Chapter 3: The Long Line

Podge was from a long line of private detectives. His mother was a private detective, and her mother before that, stretching back across the centuries, before the telegram, before newspapers, before monks and their chronicles.

They didn’t do it for the glory, or the hope of some scrawled oblique reference in the annal of the age. They detected because it was all they knew. 

Podge’s mum used to joke it was the oldest profession. 

The Spencer house was dusty. Crime was more pressing than housekeeping, and as a child Podge would lead sneezing clients into the back room so that PI Agnes might hear their tales of misfortune.

After her death, Podge took up the family business, heading to the Detective Guild’s headquarters in his best trilby to take the oath and be handed his unique seal of crime. 

In truth, he found the ceremony a little corny, but like all good detectives, he kept his thoughts to himself, to the grave if necessary.

Home hid too many memories, so he set up shop in a new office block, and gently eased himself down into the role society expected of him.

Haven had no police, and by tradition preferred to keep the solving of local difficulties as informal as possible. Back when he had clients, Podge was more mediator than anything. 

His job was to glean what truths people were willing to concede, then come to an arrangement least embarrassing to all concerned. 

In a town where shame was like gum in the innards of an old clock, much could be forgiven if forgetting kept things ticking over.

On quieter days, Podge looked back fondly on his silliest cases. 

The orange spotted cat, held hostage by a commune of separatists, causing a hyper-local diplomatic incident.

The divorcing couple battling for custody over their contacts book, which listed people on an axis of sarcasm.

That time half the townsfolk turned up on his door the same day, pitchforks at hand, to complain about the missing trees on Sunset Lane and the suspicious new pitchfork factory.

In a town build on order and silt, pitchforks and sarcasm were treasured anomalies to Podge. Time felt like it scrolled from left to right, with the unusual ebbing away every day. 

He started to keep a diary of unusual happenstances, to remind himself that they happened and he wasn’t imagining them. And as his cases became drier than a prohibition town, he dedicated more and more of his cork board to the dearth of the unusual.

And on the full moon before he stumbled on Mani’s bar for the first time, he pieced together the thrum and rattle of the impending horizon.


[Task requirements] Reproduce the listing exactly. Omit pictures.

** Opening The data block **

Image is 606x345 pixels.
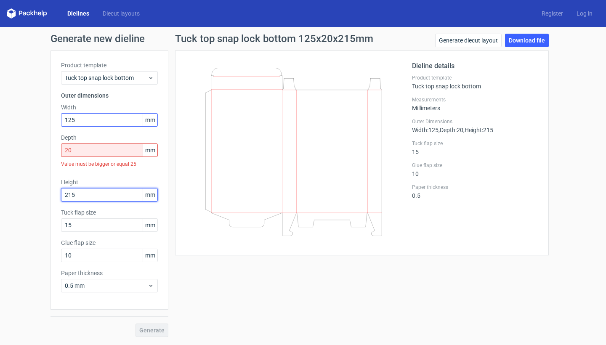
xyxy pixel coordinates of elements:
label: Width [61,103,158,111]
div: Millimeters [412,96,538,111]
span: , Height : 215 [463,127,493,133]
label: Tuck flap size [61,208,158,217]
span: mm [143,188,157,201]
h1: Generate new dieline [50,34,555,44]
div: Value must be bigger or equal 25 [61,157,158,171]
span: mm [143,219,157,231]
h2: Dieline details [412,61,538,71]
a: Download file [505,34,548,47]
label: Paper thickness [61,269,158,277]
label: Glue flap size [61,238,158,247]
label: Depth [61,133,158,142]
span: Tuck top snap lock bottom [65,74,148,82]
a: Generate diecut layout [435,34,501,47]
div: Tuck top snap lock bottom [412,74,538,90]
div: 10 [412,162,538,177]
a: Register [535,9,569,18]
span: mm [143,114,157,126]
label: Paper thickness [412,184,538,191]
h1: Tuck top snap lock bottom 125x20x215mm [175,34,373,44]
h3: Outer dimensions [61,91,158,100]
span: Width : 125 [412,127,438,133]
label: Glue flap size [412,162,538,169]
label: Tuck flap size [412,140,538,147]
label: Height [61,178,158,186]
a: Log in [569,9,599,18]
label: Outer Dimensions [412,118,538,125]
a: Dielines [61,9,96,18]
span: , Depth : 20 [438,127,463,133]
label: Product template [61,61,158,69]
label: Measurements [412,96,538,103]
div: 15 [412,140,538,155]
span: mm [143,144,157,156]
span: mm [143,249,157,262]
span: 0.5 mm [65,281,148,290]
div: 0.5 [412,184,538,199]
label: Product template [412,74,538,81]
a: Diecut layouts [96,9,146,18]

** Closing The data block **

[Your response]
Image is 606x345 pixels.
xyxy pixel coordinates of elements:
label: Width [61,103,158,111]
div: Millimeters [412,96,538,111]
span: , Height : 215 [463,127,493,133]
label: Tuck flap size [61,208,158,217]
span: mm [143,188,157,201]
h1: Generate new dieline [50,34,555,44]
div: Value must be bigger or equal 25 [61,157,158,171]
span: mm [143,219,157,231]
h2: Dieline details [412,61,538,71]
a: Download file [505,34,548,47]
label: Paper thickness [61,269,158,277]
label: Glue flap size [61,238,158,247]
label: Depth [61,133,158,142]
span: Tuck top snap lock bottom [65,74,148,82]
a: Generate diecut layout [435,34,501,47]
div: Tuck top snap lock bottom [412,74,538,90]
div: 10 [412,162,538,177]
a: Register [535,9,569,18]
span: mm [143,114,157,126]
label: Paper thickness [412,184,538,191]
h1: Tuck top snap lock bottom 125x20x215mm [175,34,373,44]
h3: Outer dimensions [61,91,158,100]
span: Width : 125 [412,127,438,133]
label: Glue flap size [412,162,538,169]
label: Tuck flap size [412,140,538,147]
label: Height [61,178,158,186]
a: Log in [569,9,599,18]
label: Outer Dimensions [412,118,538,125]
a: Dielines [61,9,96,18]
span: , Depth : 20 [438,127,463,133]
label: Product template [61,61,158,69]
label: Measurements [412,96,538,103]
div: 15 [412,140,538,155]
span: mm [143,144,157,156]
span: mm [143,249,157,262]
span: 0.5 mm [65,281,148,290]
div: 0.5 [412,184,538,199]
label: Product template [412,74,538,81]
a: Diecut layouts [96,9,146,18]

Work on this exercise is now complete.